Article: Applied and Environmental Microbiology

Assessing airborne fungal communities by high-throughput sequencing using passive trapsĀ J Aguayo, C Fourrier-Jeandel, C Husson, R Ioos Applied and Environmental Microbiology, AEM. 02637-17

ABSTRACT

Techniques based on the high-throughput sequencing (HTS) of environmental DNA have provided a new way of studying fungal diversity. However, these techniques suffer from a number of methodological biases which may appear at any of the steps involved in a metabarcoding study. Air is one of the most important environments where fungi can be found because it is the primary medium of dispersal for many species. Looking ahead to future developments, it was decided to test 20 protocols including different passive spore traps, spore recovery procedures, DNA extraction kits and barcode loci. HTS was performed with the Illumina MiSeq platform targeting two sub loci of the fungal internal transcribed spacer. Multivariate analysis and generalized linear models showed that the type of passive spore trap, the spore recovery procedure and the barcode all impact the description of fungal communities in terms of richness and diversity when assessed by HTS metabarcoding. In contrast, DNA extraction kits did not significantly impact these results. Although passive traps may be used to describe airborne fungal communities, a study using specific real-time PCR and a mock community showed that these kinds of trap are affected by environmental conditions that may induce losses of biological material, impacting diversity and community composition results.

Importance The advent of high throughput sequencing (HTS) methods such as those offered by next-generation sequencing (NGS) techniques has opened a new era in the study of fungal diversity in different environmental substrates. In this study we show that the assessment of the diversity of airborne fungal communities can reliably be achieved by the use of simple and robust passive spore traps. However, comparison of sample processing protocols showed that several methodological biases may impact results of fungal diversity when assessed by metabarcoding. Our data suggest that identifying these biases is of paramount importance to enable a correct identification and relative quantification of community members.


- _REQUIREMENT_
Reproduce the records below exactly as they appear, omitting any pictures they contain.

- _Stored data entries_
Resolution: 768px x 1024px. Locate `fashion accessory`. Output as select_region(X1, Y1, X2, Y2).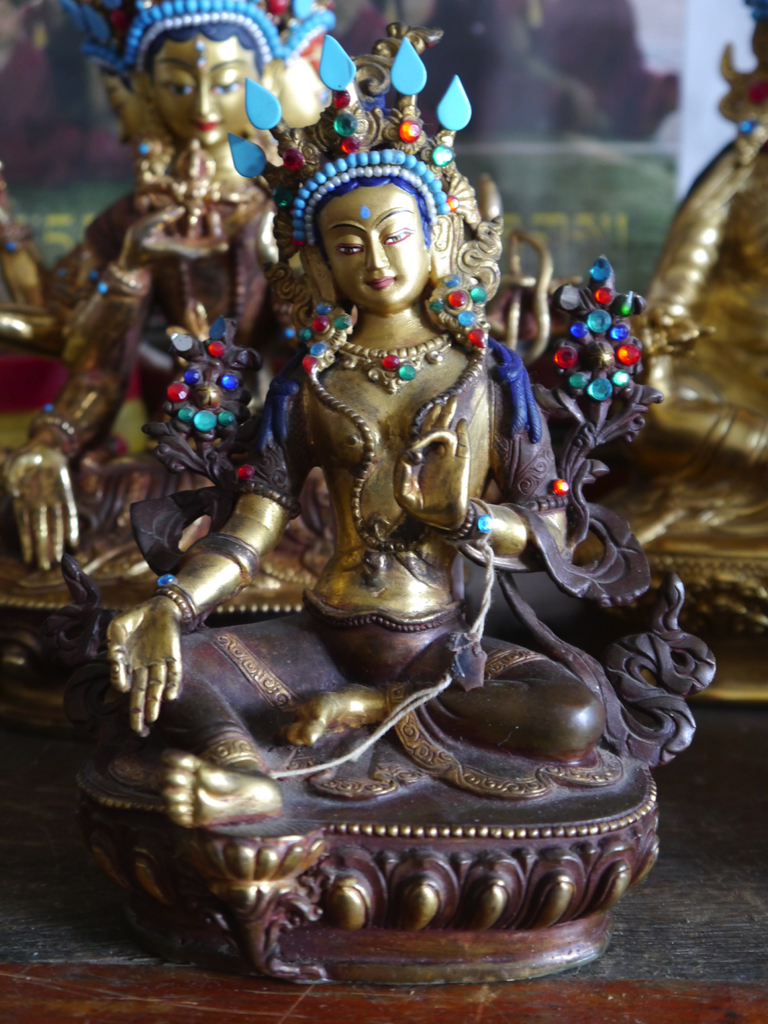
select_region(184, 541, 263, 576).
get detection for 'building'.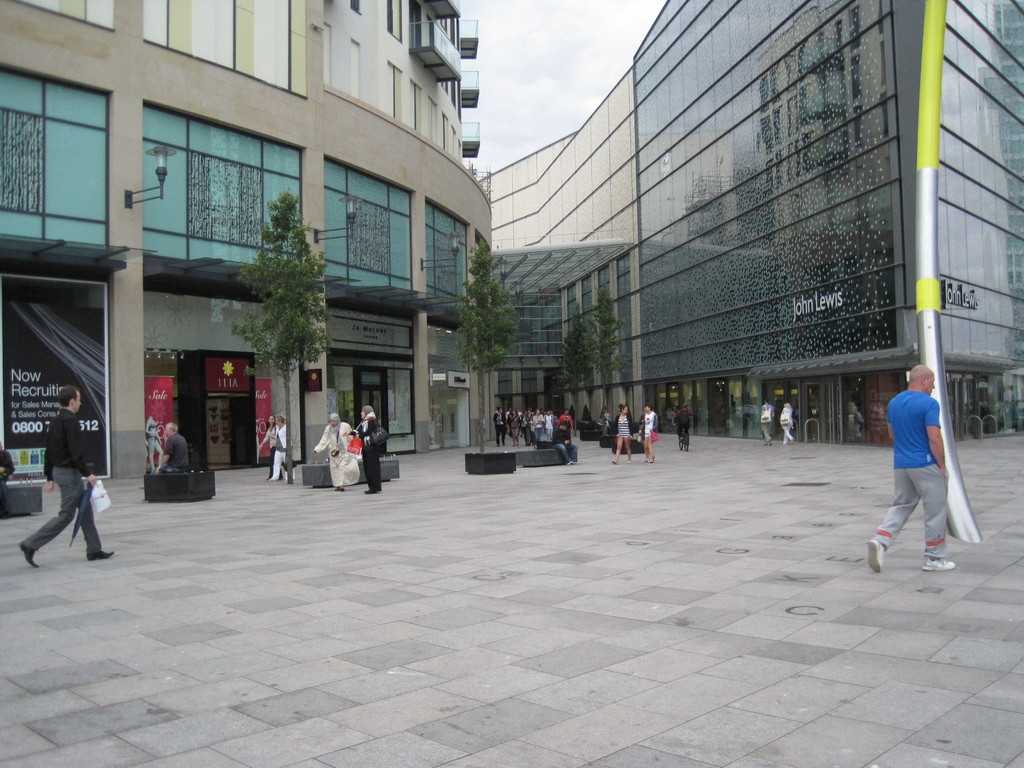
Detection: rect(0, 0, 489, 483).
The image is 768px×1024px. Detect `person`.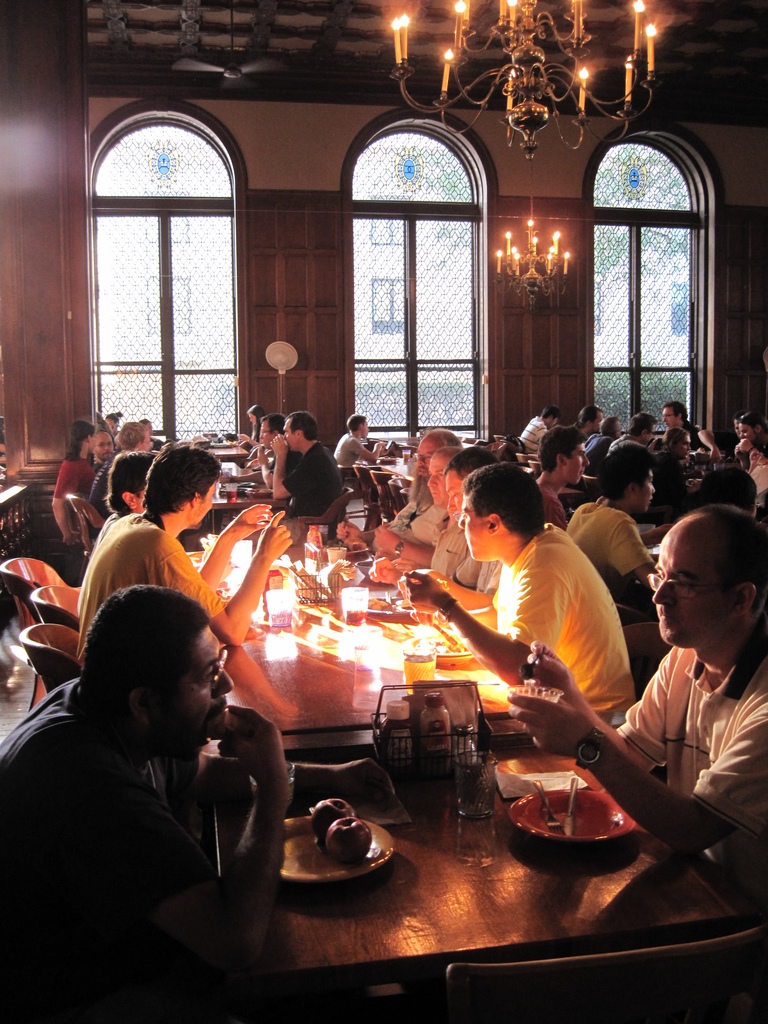
Detection: select_region(93, 434, 111, 474).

- _SOLVED PROBLEM_
Resolution: 768px x 1024px. Locate `fashion accessory`. Output as select_region(X1, Y1, X2, Y2).
select_region(184, 541, 263, 576).
get detection for 'building'.
Detection: rect(0, 0, 489, 483).
The image is 768px×1024px. Detect `person`.
Detection: select_region(93, 434, 111, 474).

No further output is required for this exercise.